Juan Manuel Correa’s FIA Formula 3 rivals think he will appear at the front again after his first victory shot at the Red Bull Ring ended with a gearbox issue.
Correa started second on the reversed grid for the sprint race, a “sweet and sour feeling” as he thought he could qualify better than 11th with the car’s “very good potential”, and took the lead from Caio Collet on lap one before the safety car came out.
He continued to lead once racing resumed but then slowed with an issue that forced him to retire. It is Correa’s second year in FIA F3, and the second of his return to racing since his horrific 2019 crash in Formula 2 which severely damaged his legs.
Although he claimed two second places from his 17 races in F2, Correa’s one-and-a-half seasons in GP3 before that and then its successor series FIA F3 since has culminated with a best finish of fourth achieved twice.
“He is probably the strongest of all of us on the grid, to make a comeback like that, and I reckon he’s pushing himself and his body to fight so I think for all of us we admire him quite a lot for what he is doing,” MP Motorsport driver Collet said in the sprint race press conference last weekend.
“From my side, I was quite happy that I went from P2 to P1, but it’s a bit of a shame to see him lose a race like that.”
Prema’s Jak Crawford won the race, and added: “You feel bad for him. But at the same time it’s a free position. I think these types of things that happen, you have crashes or engine failures or things that aren’t in your control, I think it gives you that bigger [push] to go out there and [do a] good performance.”
Correa was supposed to race for Prema this year, in the European Le Mans Series rather than F3, but a metatarsal fracture in his left foot meant he had to pull out of the season opener and the team put Lorenzo Colombo in its LMP2 car for the first half of the season instead.
Franco Colapinto completed the Red Bull Ring podium behind Crawford and Collet, and he echoed the “big respect” for Correa’s comeback form.
“He was going really well in the front of the race,” he said. “He was doing a great job, unfortunately these things happen and they’re not in the control of the driver. He just has to focus on the next race. I also had some difficulty during the last weekends, and now we are back on the podium. So it just comes to luck every weekend and you have to work on your situation.”
The foot fracture meant Correa missed F3’s Imola round and he goes into the season’s second half 13th in the standings.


- TASK STATEMENT:
Say how many lines of these entries include the word "Difference", and answer with the number alone.

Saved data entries
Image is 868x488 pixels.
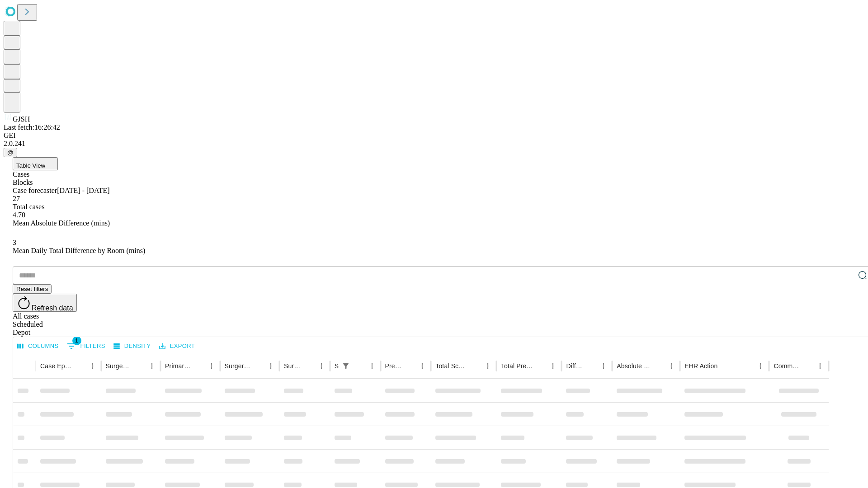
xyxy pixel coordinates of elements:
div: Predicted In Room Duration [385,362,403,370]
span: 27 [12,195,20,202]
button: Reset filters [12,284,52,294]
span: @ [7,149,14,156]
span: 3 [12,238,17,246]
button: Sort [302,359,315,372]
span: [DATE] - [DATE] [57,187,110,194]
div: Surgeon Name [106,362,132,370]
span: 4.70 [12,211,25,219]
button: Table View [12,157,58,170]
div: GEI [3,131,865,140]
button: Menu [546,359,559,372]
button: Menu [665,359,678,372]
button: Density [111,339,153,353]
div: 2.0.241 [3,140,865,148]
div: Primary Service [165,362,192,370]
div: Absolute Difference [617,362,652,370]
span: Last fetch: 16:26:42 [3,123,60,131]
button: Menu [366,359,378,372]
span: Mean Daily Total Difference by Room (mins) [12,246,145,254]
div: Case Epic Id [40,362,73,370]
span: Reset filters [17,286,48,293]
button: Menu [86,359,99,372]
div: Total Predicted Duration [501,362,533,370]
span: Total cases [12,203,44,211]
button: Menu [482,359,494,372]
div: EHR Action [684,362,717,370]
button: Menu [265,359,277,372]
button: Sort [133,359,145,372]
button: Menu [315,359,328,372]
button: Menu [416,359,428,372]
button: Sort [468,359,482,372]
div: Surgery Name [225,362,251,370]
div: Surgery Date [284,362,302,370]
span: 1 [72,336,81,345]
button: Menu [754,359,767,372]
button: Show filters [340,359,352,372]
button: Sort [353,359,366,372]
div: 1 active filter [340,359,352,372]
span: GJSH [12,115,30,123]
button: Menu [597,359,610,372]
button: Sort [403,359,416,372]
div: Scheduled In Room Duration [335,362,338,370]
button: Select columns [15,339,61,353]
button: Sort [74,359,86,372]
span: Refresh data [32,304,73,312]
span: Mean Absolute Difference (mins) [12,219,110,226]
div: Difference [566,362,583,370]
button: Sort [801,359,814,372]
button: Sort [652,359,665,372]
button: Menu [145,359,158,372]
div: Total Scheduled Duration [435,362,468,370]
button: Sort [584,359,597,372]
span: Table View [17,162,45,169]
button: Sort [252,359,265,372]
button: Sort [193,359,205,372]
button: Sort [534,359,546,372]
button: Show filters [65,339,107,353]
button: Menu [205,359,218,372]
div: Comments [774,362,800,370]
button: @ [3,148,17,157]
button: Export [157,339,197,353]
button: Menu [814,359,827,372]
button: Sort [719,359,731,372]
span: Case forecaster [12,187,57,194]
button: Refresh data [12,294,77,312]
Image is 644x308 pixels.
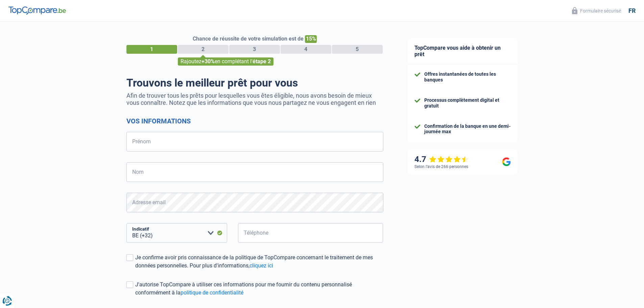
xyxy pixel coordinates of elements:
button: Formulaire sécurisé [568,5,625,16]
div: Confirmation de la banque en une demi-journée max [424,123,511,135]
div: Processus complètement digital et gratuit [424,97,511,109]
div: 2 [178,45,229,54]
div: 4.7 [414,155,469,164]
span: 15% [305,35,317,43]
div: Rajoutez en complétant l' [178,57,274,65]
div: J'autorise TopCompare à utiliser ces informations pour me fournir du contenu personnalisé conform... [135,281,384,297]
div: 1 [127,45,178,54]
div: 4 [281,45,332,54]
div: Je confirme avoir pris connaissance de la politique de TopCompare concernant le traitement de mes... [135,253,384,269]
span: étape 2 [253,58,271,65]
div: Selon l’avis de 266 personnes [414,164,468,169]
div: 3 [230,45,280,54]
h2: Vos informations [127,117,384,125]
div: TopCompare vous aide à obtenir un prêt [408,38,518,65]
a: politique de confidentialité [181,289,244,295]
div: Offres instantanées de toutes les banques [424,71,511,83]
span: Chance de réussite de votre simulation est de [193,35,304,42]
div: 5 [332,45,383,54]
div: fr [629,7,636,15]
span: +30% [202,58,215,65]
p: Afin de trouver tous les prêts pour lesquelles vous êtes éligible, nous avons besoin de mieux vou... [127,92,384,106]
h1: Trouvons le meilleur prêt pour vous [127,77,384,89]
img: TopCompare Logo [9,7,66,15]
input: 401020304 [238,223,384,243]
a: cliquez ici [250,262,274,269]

- FINAL ANSWER:
4